Harvard professor Graham Allison, in his book Destined for War, questions whether a rising China can possibly avoid coming to blows with America. His model is the Thucydides Trap. Thucydides was an Athenian historian and general who suggested that “it was the rise of Athens and the fear that this instilled in Sparta that made war inevitable.” Allison overlays that idea onto the current situation, where an ascendant China is challenging America’s dominance of the world stage: “When one great power threatens to displace another, war is almost always the result.”
If a fully emerged and empowered China ever came to blows with a declining United States, the possibility of a war that would put the whole planet at risk cannot be ruled out.
Allison argues that the trap can be successfully avoided, however. As China presses its agenda today, it will no longer encounter Barack Obama or Donald Trump but Joe Biden. Yet both Xi and Biden have a strong sense of their respective nation’s greatness. Both believe firmly in their opposing ideologies. In his first major speech on foreign policy in February 2021, the American president spoke of meeting “this new moment of advancing authoritarianism, including the growing ambitions of China to rival the United States.” He also said that one of the reasons the United States should invest in diplomacy is that “it’s in our own naked self-interest.”

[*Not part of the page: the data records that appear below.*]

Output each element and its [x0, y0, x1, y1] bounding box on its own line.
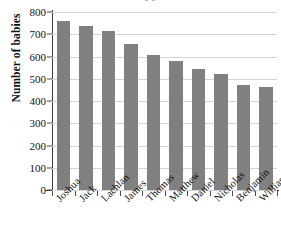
y-axis-tick-mark [47, 101, 52, 102]
bar[interactable] [124, 44, 138, 190]
chart-title-clipped: • • [60, 0, 240, 2]
y-axis-tick-label: 700 [16, 28, 46, 40]
bar[interactable] [214, 74, 228, 190]
y-axis-tick-mark [47, 190, 52, 191]
y-axis-tick-labels: 8007006005004003002001000 [16, 12, 46, 190]
y-axis-tick-mark [47, 78, 52, 79]
bar[interactable] [102, 31, 116, 190]
y-axis-tick-label: 800 [16, 6, 46, 18]
y-axis-tick-mark [47, 34, 52, 35]
y-axis-tick-label: 200 [16, 140, 46, 152]
y-axis-tick-label: 600 [16, 51, 46, 63]
y-axis-tick-label: 400 [16, 95, 46, 107]
y-axis-tick-mark [47, 145, 52, 146]
y-axis-tick-mark [47, 12, 52, 13]
y-axis-tick-mark [47, 123, 52, 124]
bars-group [52, 12, 277, 190]
bar[interactable] [79, 26, 93, 190]
y-axis-tick-label: 100 [16, 162, 46, 174]
y-axis-tick-mark [47, 56, 52, 57]
y-axis-tick-label: 500 [16, 73, 46, 85]
y-axis-tick-mark [47, 167, 52, 168]
bar-chart: • • Number of babies 8007006005004003002… [0, 0, 281, 252]
bar[interactable] [169, 61, 183, 190]
plot-area [52, 12, 277, 190]
bar[interactable] [57, 21, 71, 190]
y-axis-tick-label: 300 [16, 117, 46, 129]
x-axis-tick-labels: JoshuaJackLachlanJamesThomasMatthewDanie… [52, 196, 281, 252]
bar[interactable] [147, 55, 161, 190]
y-axis-tick-label: 0 [16, 184, 46, 196]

Whether or not Napoleon indeed said that the world would shake when the Chinese lion wakes up, China is awake and rattling the global status quo. The reason may well center on differing political ideologies—authoritarianism vs. democracy—and a struggle for supremacy, whether political, military, economic or social.
Beneath these primary concerns, however, other fundamental and deep-rooted differences are also in play. For example, China’s 5,000-year history gives it a perspective that the nearly 250-year-old United States can’t fathom. China’s history is cyclical. Today presidents and their administrations may come and go; but over thousands of years, China has seen the rise and fall of successive long-lasting dynasties. As a result, the nation is used to working through national ups and downs. The United States, on the other hand, has primarily experienced growth and increasing power over its short lifespan, so its people know only to think in those terms and to expect more of the same. Likewise, America’s insistence on individual rights is incompatible with China’s emphasis on national interests.

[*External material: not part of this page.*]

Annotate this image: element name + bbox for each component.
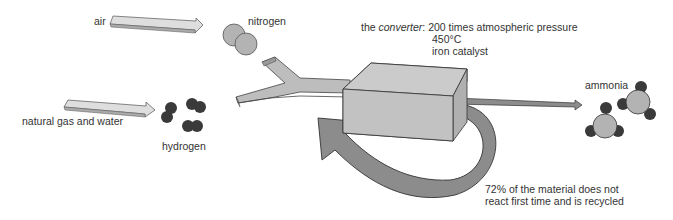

We noted earlier that the differing perspectives on China are informed by a level of self-interest. As long as the various parties fail to take their most fundamental differences into account—take each other into account—both trust and progress will be all but impossible. A failure to internalize how widely the respective philosophies, ideologies and cultures diverge will surely prevent meaningful dialogue between leaders.
Many cultures do share some version of the Golden Rule. In the predominantly Judeo-Christian West, it stems from the biblical principle of caring for everyone around you as much as for yourself. It might be defined as selflessness as opposed to selfishness. If every citizen of the world could absorb the concept of selflessness, and could practice it, what immediate benefits would be reaped, both for individuals and for nations—and as a direct result, for the world as a whole? The problem is that while the concept itself is quite simple, putting it into practice is not. In this world, self-interest most often overrides concern for those outside our circle.
Much more profitable than clashing over what we believe is best for us and our people (without concern for you and your people), would be to recognize that universal selflessness is the only path to global peace. Selflessness leading to peace has proven elusive for humanity as a whole. We, as individuals, won’t change that. What each one of us can do is to apply the lesson in our personal dealings with others. It begins with striving to understand one another better.